#30Authors: Ed Tarkington on Miss Jane by Brad Watson


_30_Authors#30Authors is an event started by
The Book Wheel that connects readers, bloggers, and authors. In it, 30 authors review their favorite recent reads on 30 blogs in 30 days. It takes place annually during the month of September and has been met with incredible support from and success in the literary community. It has also been turned into an anthology, which is currently available on Amazon and all author proceeds go to charity. Previous #30Authors contributors include Celeste Ng, Cynthia Bond, Brian Panowich, and M.O. Walsh. To see this year’s full line-up, visit The Book Wheel or follow along on Twitter @30Authors.

I am so happy to be hosting Ed Tarkington, his novel Only Love Can Break Your Heart is one of my 2016 favorites (and, quite honestly, he references Bob Dylan in a moment, so…).

Here’s his review of MISS JANE, which quickly put Brad Watson on my radar.

REVIEW

For me, a new work of fiction from Brad Watson inspires the kind of urgency and excitement I feel when I hear that one of my favorite bands is coming to town for the first time in years. Watson’s debut story collection, LAST DAYS OF THE DOG MEN (1997), redefined for me what was possible in writing about Southern experience. His debut novel, THE HEAVEN OF MERCURY(2002), is what you might get if you bred ONE HUNDRED YEARS OF SOLITUDE with WISE BLOOD and GERONIMO REX. His most recent collection, ALIENS IN THE PRIME OF THEIR LIVES (2010), felt like the literary equivalent of Dylan going electric. So you can imagine how I felt when I procured an advance reader’s copy of MISS JANE, which I read straight through in two sittings and promptly read again, full of gratitude and admiration. 

MISS JANE is a deeply personal fiction, inspired by Watson’s great-aunt Mary Ellis “Jane” Clay, Miss Janewho suffered a rare genital birth defect which left her both incontinent and unable to have children. In a fine essay posted at his website, Watson explains how he became inspired to write about his great-aunt and the process he undertook to write about her experience honestly and with authority. The result of his efforts is a nuanced, emotionally charged account of how an extraordinary young woman beset at birth by tragedy fashions a rich and memorable life despite enormously adverse circumstances—most significantly, being denied the chance to experience romantic love and motherhood. 

At the center of the story, of course, is young Jane Chisholm: her journey into awareness of her own difference, her heartbreaking process of coming to terms with it, and her brave determination to live hopefully and openly. Even without her condition, Jane faces a hard lot in life. Hers is a poor farming family in Depression-era rural Mississippi. Her mother is cold and distant; her father beset with a weakness for the bootleg whiskey he makes to supplement the family income. Jane’s nurturing comes through her love of nature and her friendship with Dr. Eldred Thompson, who sees in young Jane evidence of something approaching grace. “In my opinion you live on a higher moral ground,” Dr. Thompson tells Jane. “I mean to say you are a good person.”

In MISS JANE, Brad Watson’s prose has evolved from his early style, in which the word-drunk influence of Faulkner and Barry Hannah loom large, toward a sparer voice free of adornment. He seems determined to pull back all artifice and let Jane live and breathe on the page. His depiction of hardscrabble life in rural Mississippi is deeply compassionate, transcending stereotype. Through Eldred Thompson, Watson offers fascinating insights into early twentieth century medical research as well as an endearing portrait of the all but extinct archetype of the country doctor.

MISS JANE will break your heart, but in the best possible way. It is a luminous, haunting tale that nevertheless inspires more hope than despair. Best of all, it arouses the kind of empathy we all so desperately need to nurture and enlarge our own humanity, which seems to me the greatest gift a work of fiction can give us. None of us would wish to bear Miss Jane’s burdens, but we can all learn from her limitless courage and the grace she exhibits over the course of this deeply moving novel by a writer I am convinced will endure in posterity as among the finest of his generation.

Brad Watson can be found on his websiteTwitter, and his book is available here.

ABOUT ED TARKINGTON

Ed Tarkington’s debut novel ONLY LOVE CAN BREAK YOUR HEART was a ABA Indies Introduce selection (top 10 debuts of the publishing season), an Indie Next pick, a Book of the Month Club Main Selection, a Southern Independent Booksellers Association bestseller, and was recently long-listed for the Crook’s Corner Book Prize. A regular contributor to Chapter16.org, his articles, essays, and stories have appeared in a variety of publications including the Nashville Scene, Memphis Commercial Appeal, Knoxville News-Sentinel, and Lit Hub. He lives in Nashville, Tennessee.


● Problem: Reproduce the entries in full and exactly. Pictures stay out.

● Dataset records:
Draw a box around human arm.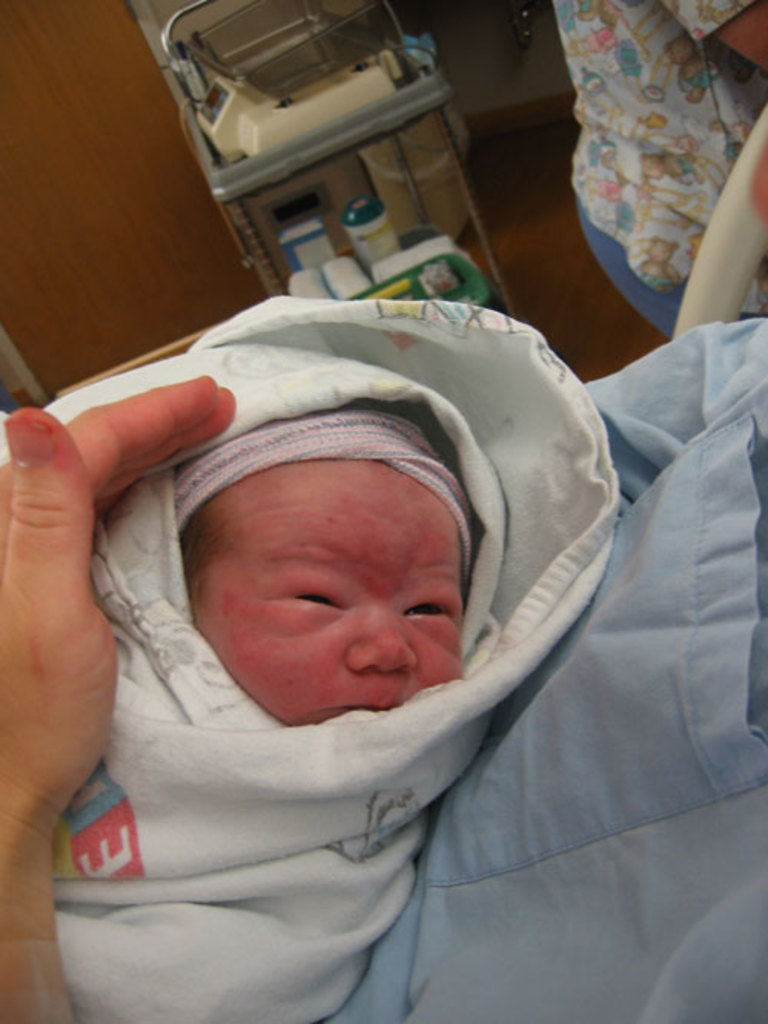
<bbox>0, 373, 233, 1022</bbox>.
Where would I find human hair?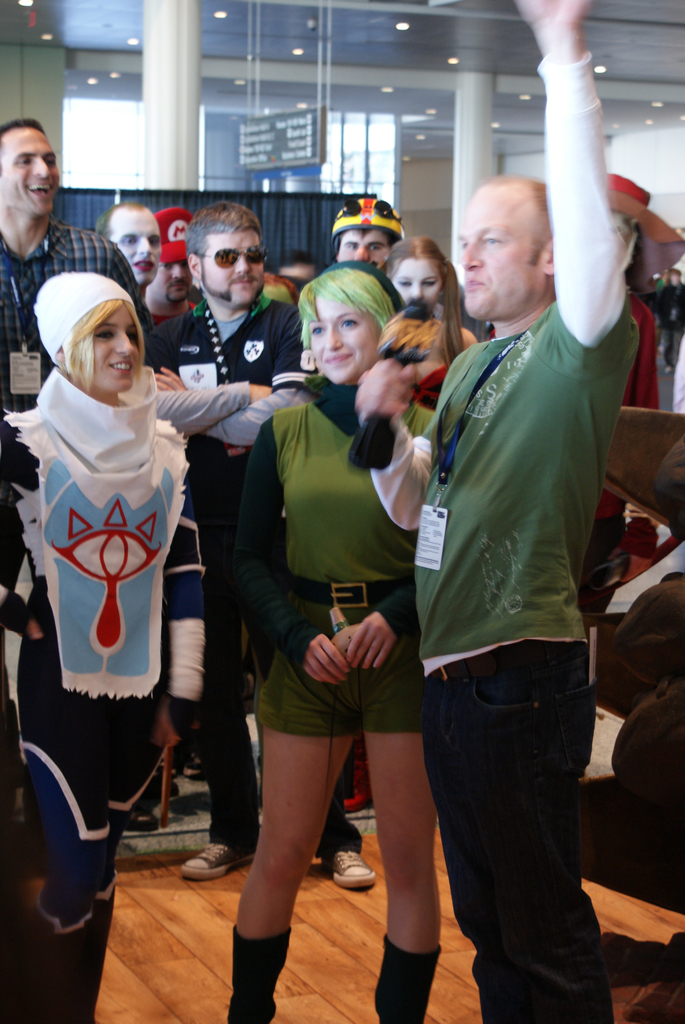
At [611, 207, 650, 295].
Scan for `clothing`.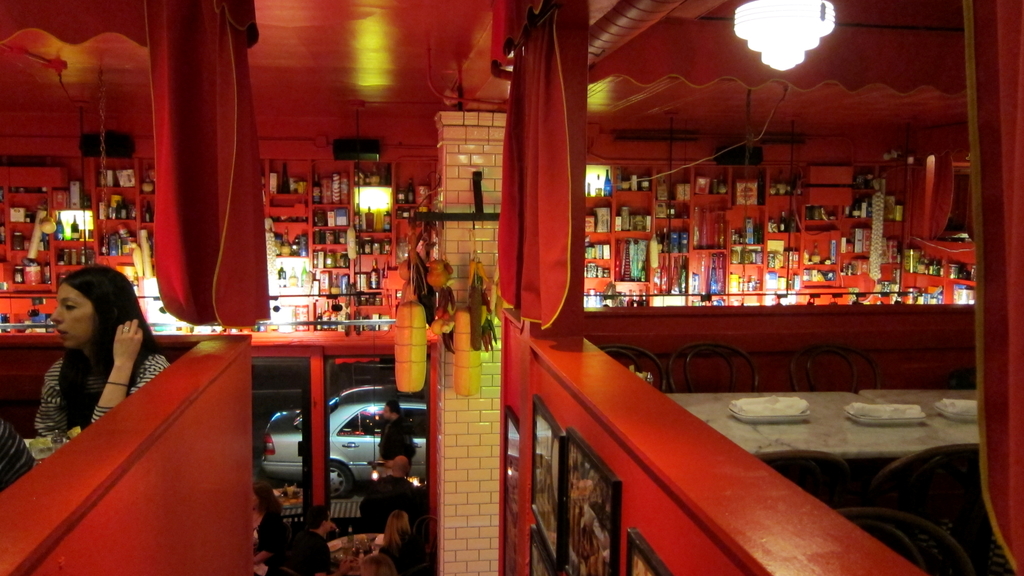
Scan result: region(240, 509, 283, 569).
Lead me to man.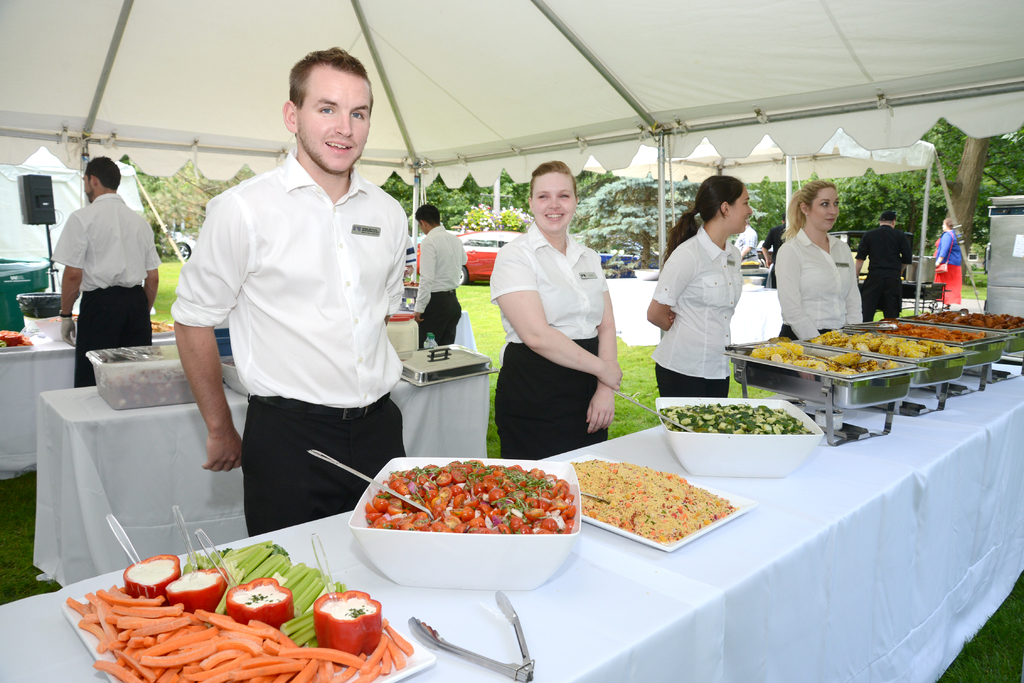
Lead to pyautogui.locateOnScreen(929, 219, 967, 303).
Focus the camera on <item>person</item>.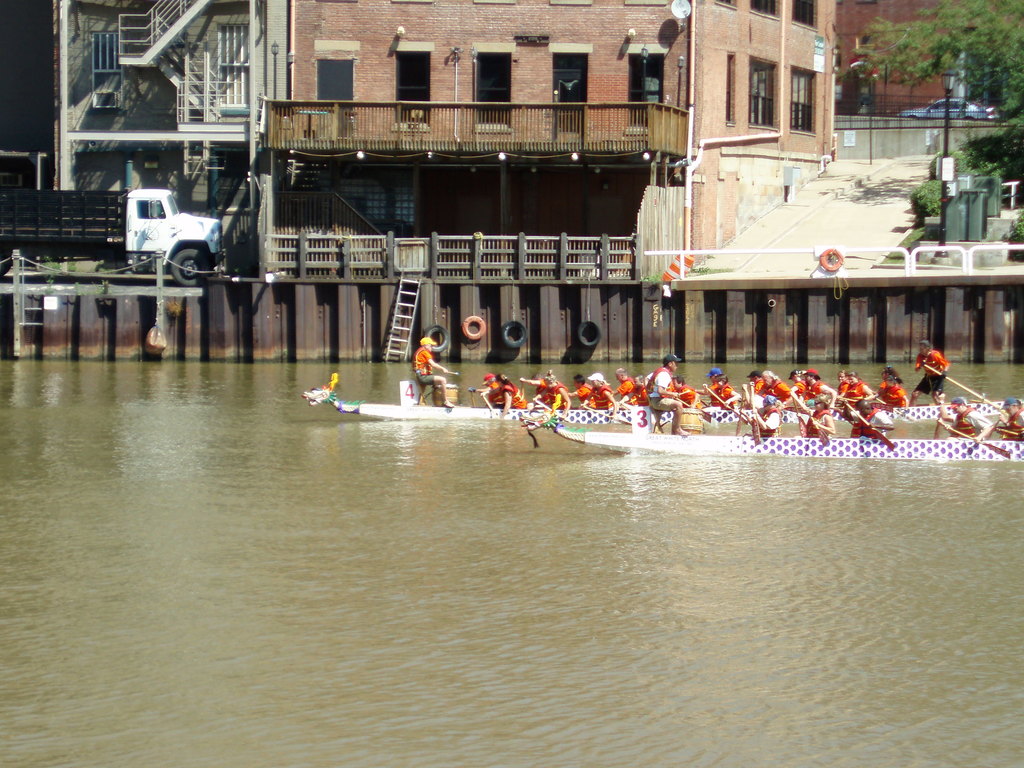
Focus region: box(691, 375, 739, 412).
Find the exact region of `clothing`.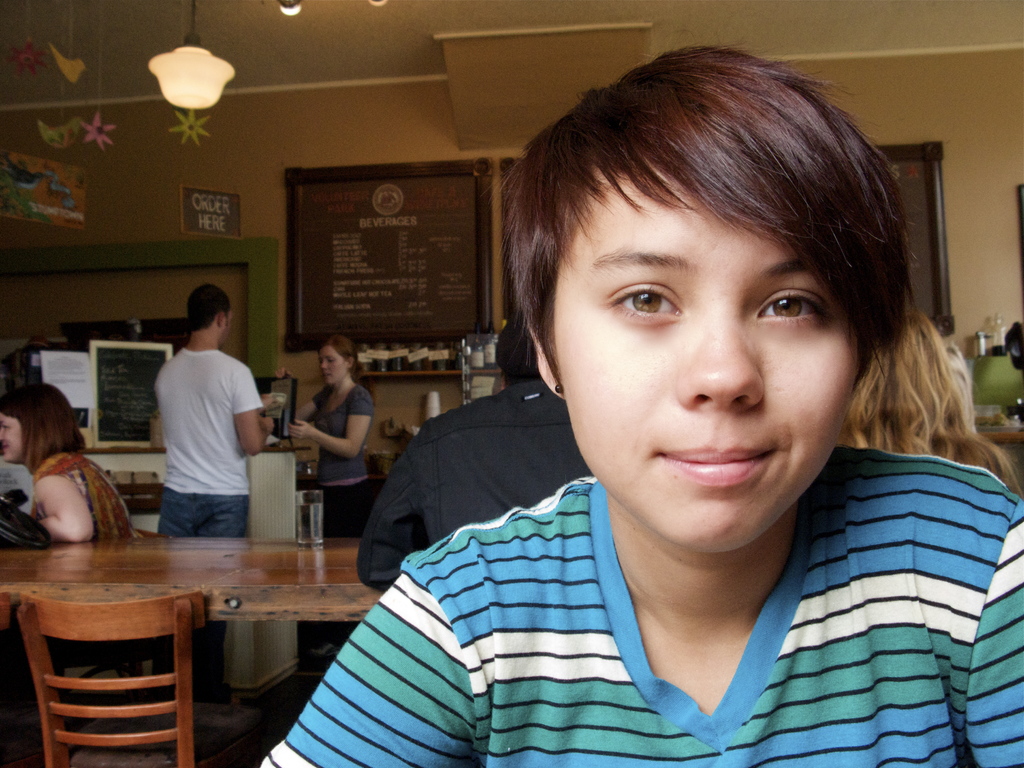
Exact region: {"x1": 349, "y1": 384, "x2": 595, "y2": 597}.
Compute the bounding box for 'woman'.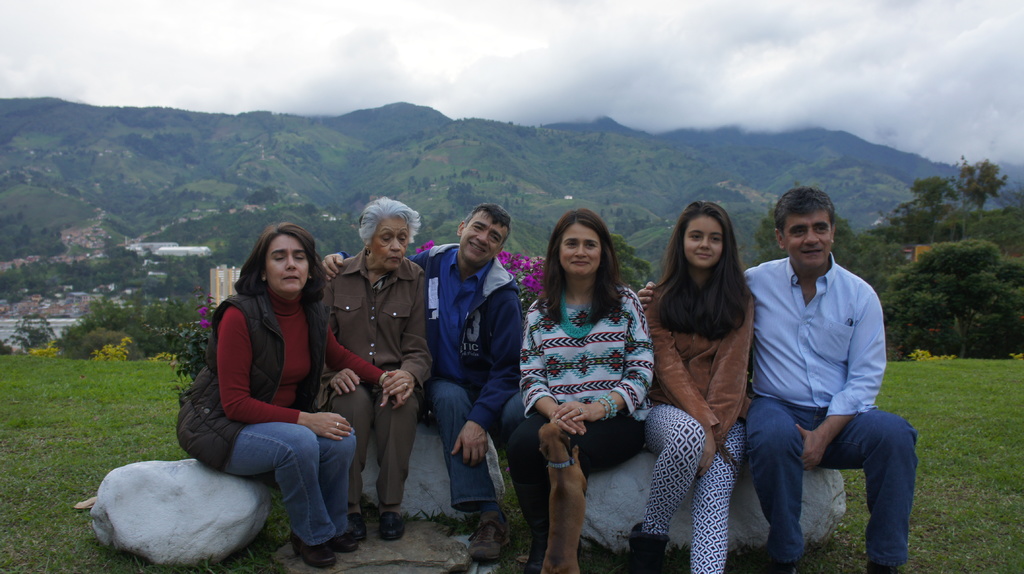
select_region(504, 208, 655, 573).
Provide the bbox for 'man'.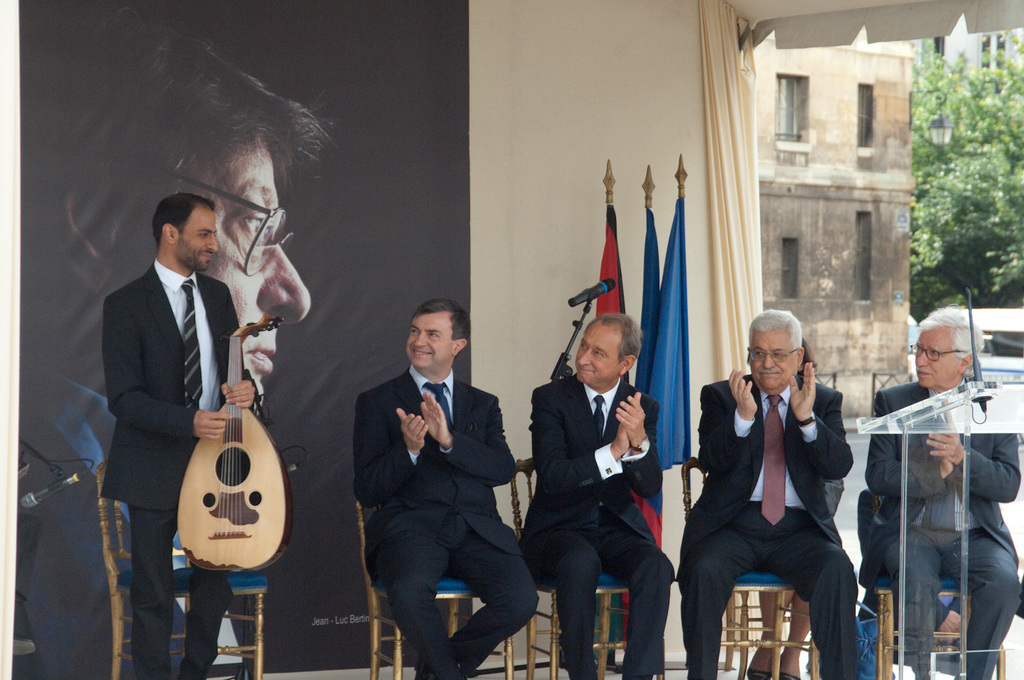
Rect(343, 289, 543, 679).
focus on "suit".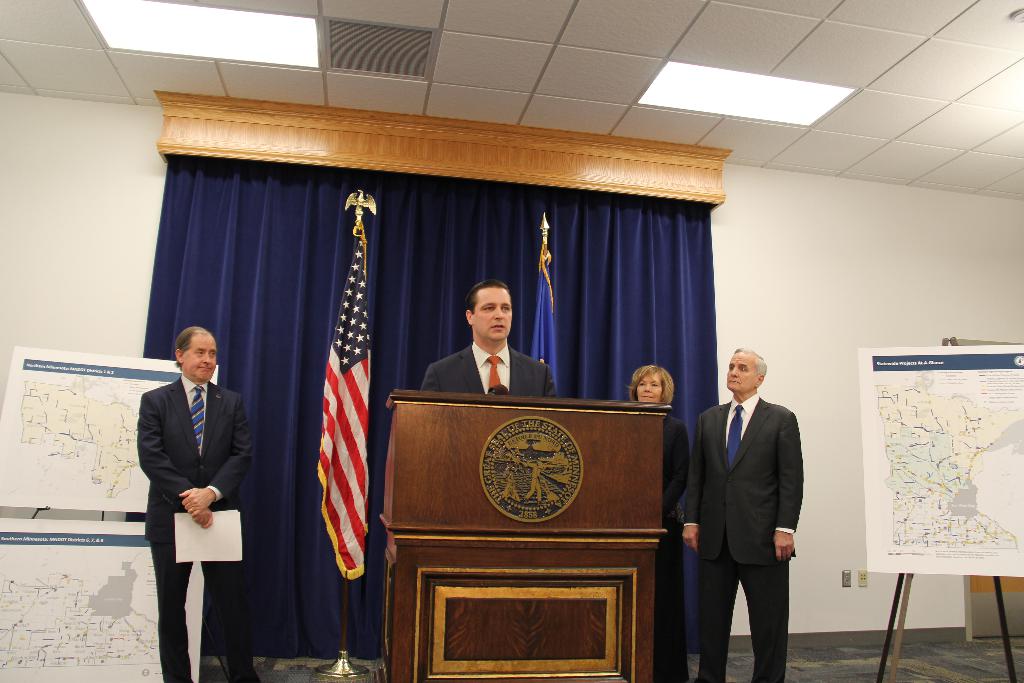
Focused at region(652, 415, 690, 682).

● Exercise answer:
Draw a box around human arm.
<bbox>0, 373, 233, 1022</bbox>.
Where would I find human hair?
At [611, 207, 650, 295].
Scan for `clothing`.
Scan result: region(240, 509, 283, 569).
Lead me to man.
Lead to pyautogui.locateOnScreen(929, 219, 967, 303).
Focus the camera on <item>person</item>.
Focus region: box(691, 375, 739, 412).
Find the exact region of `clothing`.
Exact region: {"x1": 349, "y1": 384, "x2": 595, "y2": 597}.
Compute the bounding box for 'woman'.
select_region(504, 208, 655, 573).
Provide the bbox for 'man'.
Rect(343, 289, 543, 679).
focus on "suit".
Focused at region(652, 415, 690, 682).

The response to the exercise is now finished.